The sluggish economic growth rate in a period when developed economies expected to have peaked with little room for growth are doing better than an emerging economy with higher risk level is chasing foreign investors from the Nigerian market.

Nigeria’s economy expanded by 2.01 percent in the first half of the year, according to the National Bureau of Statistics, which was below the 3.1 percent recorded by the United States. Similarly, the U.S grew by 2.9 percent in 2018, while Nigeria, Africa’s largest economy with lower investment ratings, expanded at 1.9 percent.

Growing at a slower rate than the less risky US market makes Nigeria unattractive to investors who feel they need to be properly compensated for taking a risk by investing in an emerging market with numerous economic challenges.

This explains why Nigeria has struggled to attract foreign direct investment in recent years. Last year, Ghana, a nation of about 20 million people recorded more capital inflow than Nigeria, according to the United Nations Conference on Trade and Development (UNCTAD).

While embattled Egypt received the highest foreign direct investment in 2018 and expected to grow at 5.9 percent in 2019. Again, Nigeria will grow less than half of that number in 2019, around 2.1 percent to 2.3 percent, according to IMF.

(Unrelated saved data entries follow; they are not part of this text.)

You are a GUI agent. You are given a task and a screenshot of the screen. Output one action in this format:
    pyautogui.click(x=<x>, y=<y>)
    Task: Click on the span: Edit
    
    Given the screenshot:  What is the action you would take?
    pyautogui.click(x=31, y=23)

Nigerian Stock Exchange (NSE), a key indicator of economic performance, has lost more than 10 percent in value this year as investors are skeptical of the current economic situation without an economic team months after general elections.

Egie Akpata, a director at Union Capital Markets, said: “For a big investor, there’s little motivation to take so much risk to invest in Nigeria when the return doesn’t promise to be higher than what is obtainable in a country like the United States.”

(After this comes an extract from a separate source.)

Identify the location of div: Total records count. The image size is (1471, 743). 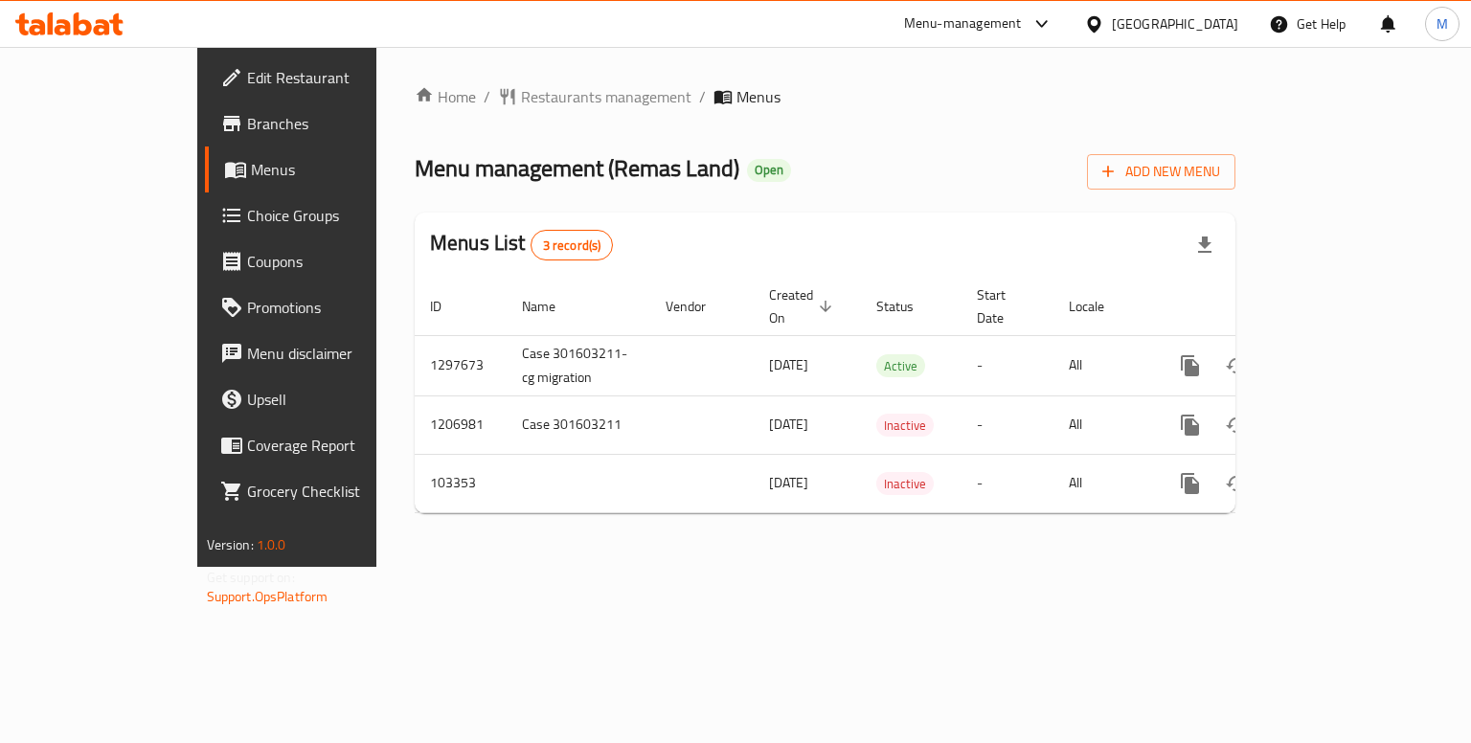
(572, 245).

Since Nigeria plunged into economic recession in 2016, it has not fully recovered rather it is sustaining the initial recovery even three years later.

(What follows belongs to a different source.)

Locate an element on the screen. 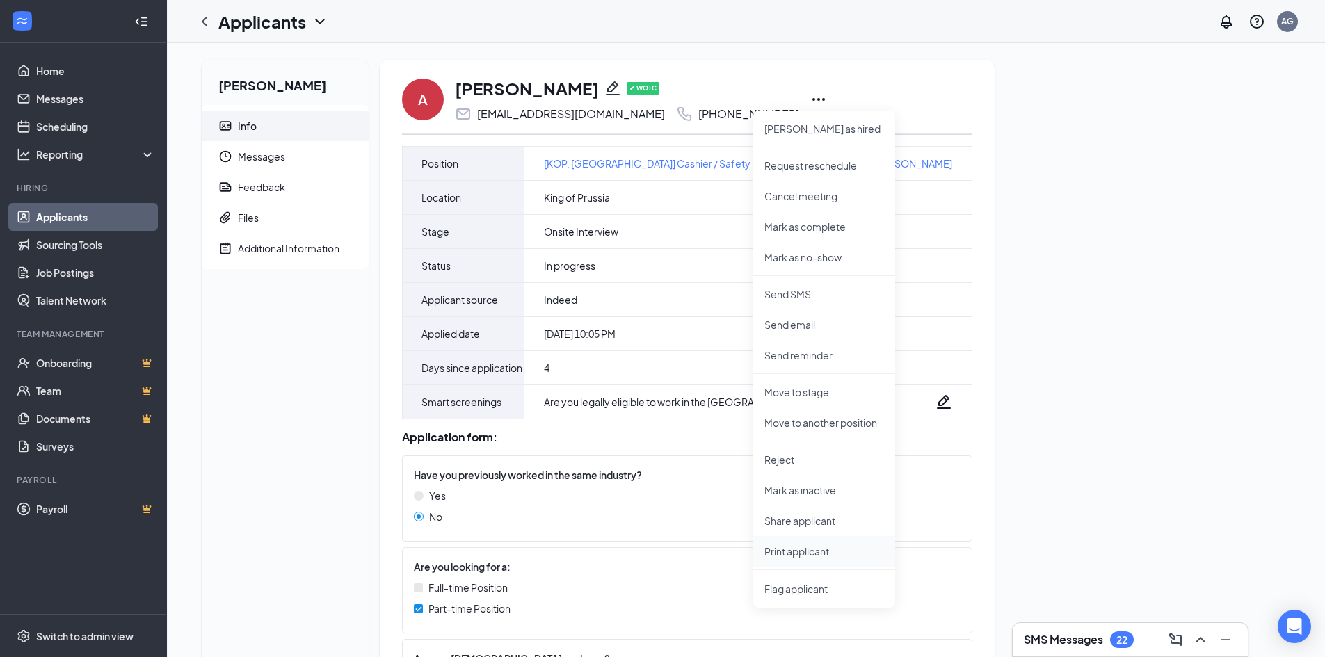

Big investors will rather invest in China (even with trade war) and other emerging economies growing between 5 to 6 percent. In the last 27 years, China has averaged 6.5 percent despite growing at 6.2 percent in the second quarter of the year.

That is a nation saddled with tariffs, consumer spending issue, household debt and weaker than usual sentiment.

“Big investors probably feel they are better off staying away from Nigeria and investing in other emerging economies with better economic indicators and stronger growth prospects,” Akpata added.

Despite the weak investment sentiment, Nigerian stock investors are to pay Value Added Tax (VAT) of 5 percent on every transaction performed on the NSE. This is expected to further weigh on the exchange performance given the current situation.

Until Nigeria constitute an economic team with a clear growth path, investors are likely to remain wary or even abandon Nigeria for other emerging markets with healthy growth in the near-term.